Friday, June 6, 2014

Set out for the deep and lay your nets. . .

What kills the Church more than anything is when we settle for less than best, when we become comfortable with mediocrity, and when we choose what it easy over what is difficult.  The Church has not failed because we set our sights too high; all our failures have come when we set our sights too low.

John Paul II said once "Do not be afraid. Do not be satisfied with mediocrity. Put out into the deep and let down your nets for a catch."  He got it right.  The fear of failure is often the singular cause of our easy goals and hopes.  We are so afraid we will fail, we find it easier not to dream or hope or expect or even trust in the Lord for great things, only for small.

I know it of myself and I know it in the congregations I have served.  Settling is death.  It kills the spirit of the community and it dooms us to succeed only at that which is mediocre, trite, and banal.  Let me be clear here.  I am not directing us to be self-important snobs.  I am not thinking of an entrepreneurial spirit or even the spirit of adventure.  I am not speaking here of unbridled optimism or of the independent streak of the pioneer and his or her can do attitude.  I am speaking of faith. 

Luther once said that something must be dared in the name of Christ.  He got it right.  We cannot wait until all our ducks are in a row, until we have banked all our resources, until the last volunteer is signed up.  The Church will die waiting for the risk to be minimized and the goal set low enough so that we can call our failures successes and comfort ourselves with small victories.

I see this in our stewardship of God's resources when what we can afford trumps everything else.  I see this in the way we lay our plans.  I see this in the way we turn the other cheek to beauty and settle for what will get us by.  We look out at the pews and we clergy wonder why our people are so fearful, so hesitant, and so unwilling to trust in the Lord whose mercies are new every morning and whose grace is the profound suffering that gave us life on the cross.  They only mirror our own fears and insecurities. 

Preachers who wait until late in the week to begin thinking about the Sunday sermon have condemned themselves to what is passable or what will fill the time slot instead of wrestling with the text, putting to bear the full resources of the mind and heart, and laboring to write as nobly as the Gospel we proclaim.  Parishes in which we settle for squeak boxes instead of organs and pay a pittance to someone to play the wretched instrument because we are sure we cannot afford better (the Church of Bach where Bach cannot be played because the organ cannot handle it and the organist is unskilled).  Missionaries who are forced to beg from us for a dollar here and a dollar there while the field is ripening as the clock clicks away the time.  I could go on... You know better than I what this is about.

Jesus did not die so that His Church could play it safe and easy.  Jesus did not rise so that His Gospel would take second place to comfort, convenience, and affordability.  High expectations go with the Gospel.  We are daily and richly confronted with the currency of our salvation -- not silver or gold but the holy and precious body and blood of Christ in suffering and death.  But it is too dang easy for us to allow God to be generous while we choose what is ordinary.  There is nothing ordinary about the Gospel.  There is nothing ordinary about the means of grace (for even there the ordinary element is transformed into the spectacular by the Word and Spirit of the Lord).

It is like we sniff with Judas and the other disciples about the waste of expensive ointment on Jesus because we know if this woman is lauded for it, we might be expected to return to Him something more than average. As I look out at my own parish, I so often wish that someone would speak up at a meeting and just once challenge us "Why not???"  Why not increase our support of missions... why not support the work of another called Pastor in our midst... why not expect every member in worship and Bible study every week... why not sing in the choir or serve as acolyte or teach Sunday school or work in the food pantry or whatever... 

We all know why not...  Trust is not easy, beauty is not affordable, sacrifice is not without pain, service is not without cost... We are like the Emmaus Road disciples who do not recognize Jesus in our midst... The crucifix stands before us but we are distracted from its glory... the Word is read and proclaimed among us but we hear only the voice of the Pastor... the table of the Lord is set but we smell only bread and taste only wine... all because we fear that if it is all what it claims to be, we cannot remain the same old people we were... and that is exactly the point!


• EXERCISE
Starting at the top line and ending at the bottom one, repeat the entries exactly and drop every picture.

Dataset entries on figures

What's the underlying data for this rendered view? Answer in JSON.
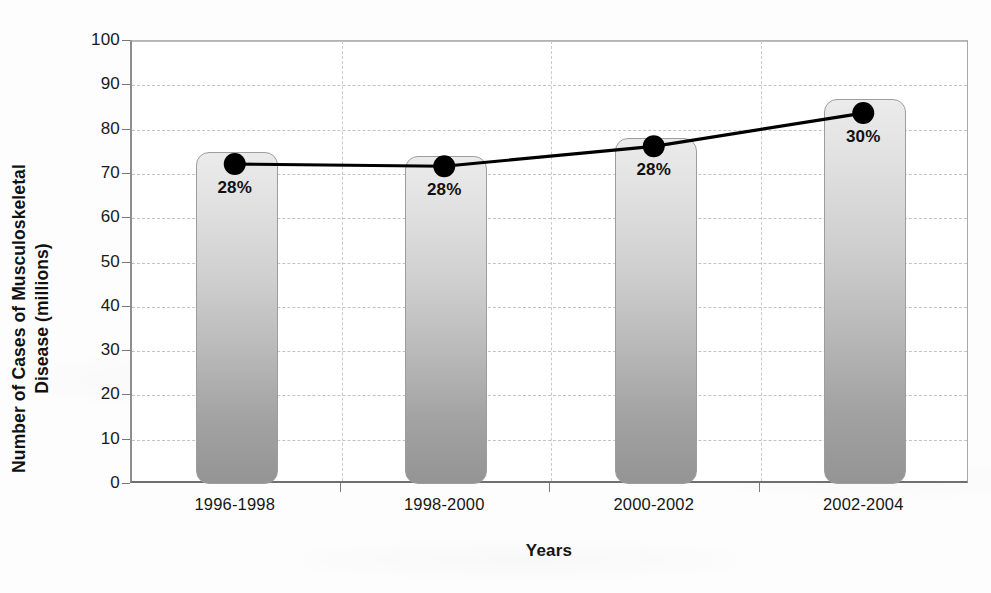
{
  "chart_data": {
    "type": "bar",
    "title": "",
    "subtitle": "",
    "xlabel": "Years",
    "ylabel_line1": "Number of Cases of Musculoskeletal",
    "ylabel_line2": "Disease (millions)",
    "ylabel": "Number of Cases of Musculoskeletal Disease (millions)",
    "categories": [
      "1996-1998",
      "1998-2000",
      "2000-2002",
      "2002-2004"
    ],
    "ylim": [
      0,
      100
    ],
    "ytick_step": 10,
    "yticks": [
      "100",
      "90",
      "80",
      "70",
      "60",
      "50",
      "40",
      "30",
      "20",
      "10",
      "0"
    ],
    "ytick_values": [
      100,
      90,
      80,
      70,
      60,
      50,
      40,
      30,
      20,
      10,
      0
    ],
    "grid": true,
    "legend": "none",
    "series": [
      {
        "name": "Number of Cases of Musculoskeletal Disease (millions)",
        "type": "bar",
        "values": [
          75,
          74,
          78,
          87
        ],
        "color": "#b9b9b9"
      },
      {
        "name": "Percent of population",
        "type": "line",
        "values": [
          72,
          71.5,
          76,
          83.5
        ],
        "labels": [
          "28%",
          "28%",
          "28%",
          "30%"
        ],
        "color": "#000000",
        "marker": "circle"
      }
    ]
  },
  "colors": {
    "bar_top": "#ebebeb",
    "bar_bottom": "#949494",
    "line": "#000000",
    "grid": "#c3c3c3",
    "axis": "#7a7a7a",
    "text": "#111111",
    "background": "#ffffff"
  }
}
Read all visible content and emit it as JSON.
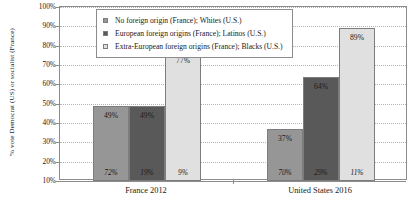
{
  "chart_data": {
    "type": "bar",
    "title": "",
    "xlabel": "",
    "ylabel": "% vote Democrat (US) or socialist (France)",
    "ylim": [
      10,
      100
    ],
    "ytick_labels": [
      "100%",
      "90%",
      "80%",
      "70%",
      "60%",
      "50%",
      "40%",
      "30%",
      "20%",
      "10%"
    ],
    "ytick_values": [
      100,
      90,
      80,
      70,
      60,
      50,
      40,
      30,
      20,
      10
    ],
    "grid": true,
    "legend_position": "top-center",
    "categories": [
      "France 2012",
      "United States 2016"
    ],
    "series": [
      {
        "name": "No foreign origin (France); Whites (U.S.)",
        "color": "#969696",
        "values": [
          49,
          37
        ],
        "value_labels": [
          "49%",
          "37%"
        ],
        "share_labels": [
          "72%",
          "70%"
        ]
      },
      {
        "name": "European foreign origins (France); Latinos (U.S.)",
        "color": "#595959",
        "values": [
          49,
          64
        ],
        "value_labels": [
          "49%",
          "64%"
        ],
        "share_labels": [
          "19%",
          "29%"
        ]
      },
      {
        "name": "Extra-European foreign origins (France); Blacks (U.S.)",
        "color": "#e0e0e0",
        "values": [
          77,
          89
        ],
        "value_labels": [
          "77%",
          "89%"
        ],
        "share_labels": [
          "9%",
          "11%"
        ]
      }
    ]
  }
}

• RESPONSE FOR THIS EXERCISE
What's the underlying data for this rendered view? Answer in JSON.
{
  "chart_data": {
    "type": "bar",
    "title": "",
    "subtitle": "",
    "xlabel": "Years",
    "ylabel_line1": "Number of Cases of Musculoskeletal",
    "ylabel_line2": "Disease (millions)",
    "ylabel": "Number of Cases of Musculoskeletal Disease (millions)",
    "categories": [
      "1996-1998",
      "1998-2000",
      "2000-2002",
      "2002-2004"
    ],
    "ylim": [
      0,
      100
    ],
    "ytick_step": 10,
    "yticks": [
      "100",
      "90",
      "80",
      "70",
      "60",
      "50",
      "40",
      "30",
      "20",
      "10",
      "0"
    ],
    "ytick_values": [
      100,
      90,
      80,
      70,
      60,
      50,
      40,
      30,
      20,
      10,
      0
    ],
    "grid": true,
    "legend": "none",
    "series": [
      {
        "name": "Number of Cases of Musculoskeletal Disease (millions)",
        "type": "bar",
        "values": [
          75,
          74,
          78,
          87
        ],
        "color": "#b9b9b9"
      },
      {
        "name": "Percent of population",
        "type": "line",
        "values": [
          72,
          71.5,
          76,
          83.5
        ],
        "labels": [
          "28%",
          "28%",
          "28%",
          "30%"
        ],
        "color": "#000000",
        "marker": "circle"
      }
    ]
  },
  "colors": {
    "bar_top": "#ebebeb",
    "bar_bottom": "#949494",
    "line": "#000000",
    "grid": "#c3c3c3",
    "axis": "#7a7a7a",
    "text": "#111111",
    "background": "#ffffff"
  }
}
Read all visible content and emit it as JSON.
{
  "chart_data": {
    "type": "bar",
    "title": "",
    "xlabel": "",
    "ylabel": "% vote Democrat (US) or socialist (France)",
    "ylim": [
      10,
      100
    ],
    "ytick_labels": [
      "100%",
      "90%",
      "80%",
      "70%",
      "60%",
      "50%",
      "40%",
      "30%",
      "20%",
      "10%"
    ],
    "ytick_values": [
      100,
      90,
      80,
      70,
      60,
      50,
      40,
      30,
      20,
      10
    ],
    "grid": true,
    "legend_position": "top-center",
    "categories": [
      "France 2012",
      "United States 2016"
    ],
    "series": [
      {
        "name": "No foreign origin (France); Whites (U.S.)",
        "color": "#969696",
        "values": [
          49,
          37
        ],
        "value_labels": [
          "49%",
          "37%"
        ],
        "share_labels": [
          "72%",
          "70%"
        ]
      },
      {
        "name": "European foreign origins (France); Latinos (U.S.)",
        "color": "#595959",
        "values": [
          49,
          64
        ],
        "value_labels": [
          "49%",
          "64%"
        ],
        "share_labels": [
          "19%",
          "29%"
        ]
      },
      {
        "name": "Extra-European foreign origins (France); Blacks (U.S.)",
        "color": "#e0e0e0",
        "values": [
          77,
          89
        ],
        "value_labels": [
          "77%",
          "89%"
        ],
        "share_labels": [
          "9%",
          "11%"
        ]
      }
    ]
  }
}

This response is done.